What it actually means
When a survivor responds — emotionally, defensively, or angrily — to sustained provocation. The other party then uses this reaction as evidence of the survivor's instability or aggression. The reaction is presented to courts, attorneys, and others as proof that the survivor is the problem.
Why it's a trap
Reactive abuse is deliberately provoked. The person using this tactic knows that an emotional response in writing — a text, an email, a court filing — can be used against the survivor. The calmer they remain while provoking, the more effective the documentation becomes.
In Compass
When Compass identifies provocative tactics in a message, it specifically advises on whether to respond and how to respond without providing reactive ammunition.
Stonewalling
The silent treatment, weaponized.
Common misuse
Confused with needing space or introversion.
What it actually means
Complete emotional or conversational shutdown used as a punishment or control tactic. The silent treatment, but weaponized. It's not a need for space. It's a refusal to engage until you comply or apologize.
Example
After asking a reasonable question, you get no response for three days. Then they act like nothing happened.
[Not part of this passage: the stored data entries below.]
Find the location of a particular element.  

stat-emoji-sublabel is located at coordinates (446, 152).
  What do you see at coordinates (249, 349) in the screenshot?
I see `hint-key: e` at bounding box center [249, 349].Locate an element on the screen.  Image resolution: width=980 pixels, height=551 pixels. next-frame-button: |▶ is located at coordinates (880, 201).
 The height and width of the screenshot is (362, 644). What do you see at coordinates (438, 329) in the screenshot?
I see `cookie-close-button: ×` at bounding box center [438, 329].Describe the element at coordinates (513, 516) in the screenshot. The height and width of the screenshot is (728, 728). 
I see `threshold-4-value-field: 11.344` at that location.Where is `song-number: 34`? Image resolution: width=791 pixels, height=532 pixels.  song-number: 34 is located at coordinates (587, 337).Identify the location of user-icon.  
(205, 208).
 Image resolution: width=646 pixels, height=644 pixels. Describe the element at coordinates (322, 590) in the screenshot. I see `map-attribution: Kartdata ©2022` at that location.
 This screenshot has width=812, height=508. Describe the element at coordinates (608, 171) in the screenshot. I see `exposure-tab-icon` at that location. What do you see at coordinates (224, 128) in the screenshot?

Or they only respond when you grovel.
How to document
Log the trigger, the duration of silence, and what ended it.
Trauma Bonding
A neurological response to cyclical abuse — not a choice.
What it actually means
A psychological response to cycles of harm in which a person develops a strong emotional attachment to the person causing them harm. Caused by intermittent reinforcement — cycles of mistreatment followed by affection, remorse, or normalcy. The bond is neurological, not a choice.
What it doesn't mean
Weakness, stupidity, or complicity. Trauma bonding is a survival response. It is well-documented in the literature on captivity, hostage situations, and intimate partner violence.
Why it matters in court
Survivors experiencing trauma bonding may minimize abuse, recant statements, or maintain contact with the person who harmed them in ways that courts misinterpret as evidence that the abuse wasn't serious. Understanding trauma bonding is essential for attorneys representing survivors.
Triangulation
Bringing a third party into the conflict to create pressure.
Common misuse
Confused with getting outside perspective or couples therapy.
What it actually means
Bringing a third person into a conflict to create pressure, jealousy, or confusion. Can be ex-partners, the children, co-workers, or family. The goal is control through complexity.
Example
"My therapist agrees you're the problem." "The kids don't want to be with you." "My new partner thinks you're crazy."
How to document
Track when third parties enter the story and what narrative is being pushed through them.
Walking on Eggshells
A nervous system pattern, not a personality quirk.
Common misuse
Treated as a personality quirk instead of a nervous system pattern.
What it actually means
The chronic state of monitoring another person's mood and adjusting your behavior to avoid their reaction. Not a feeling. A nervous system pattern.
Example
You plan your words before speaking. You check their face before answering. You apologize preemptively for things you haven't done yet.
How to document
Journal your own state over time. You're looking at your nervous system, which is evidence of their behavior.
Weaponized Incompetence
Strategic helplessness as a form of control.
Common misuse
Applied to any spouse who doesn't do household chores.
What it actually means
Strategic helplessness. Performing an inability to do basic tasks so that you do them instead. Often presented as "I'm just not good at that" or "you do it better."
Example
They've been a parent for 10 years but still "don't know" what the kids eat, where their doctor is, or when school starts.
How to document
Keep the emails/texts where they claim not to know things they've been told repeatedly.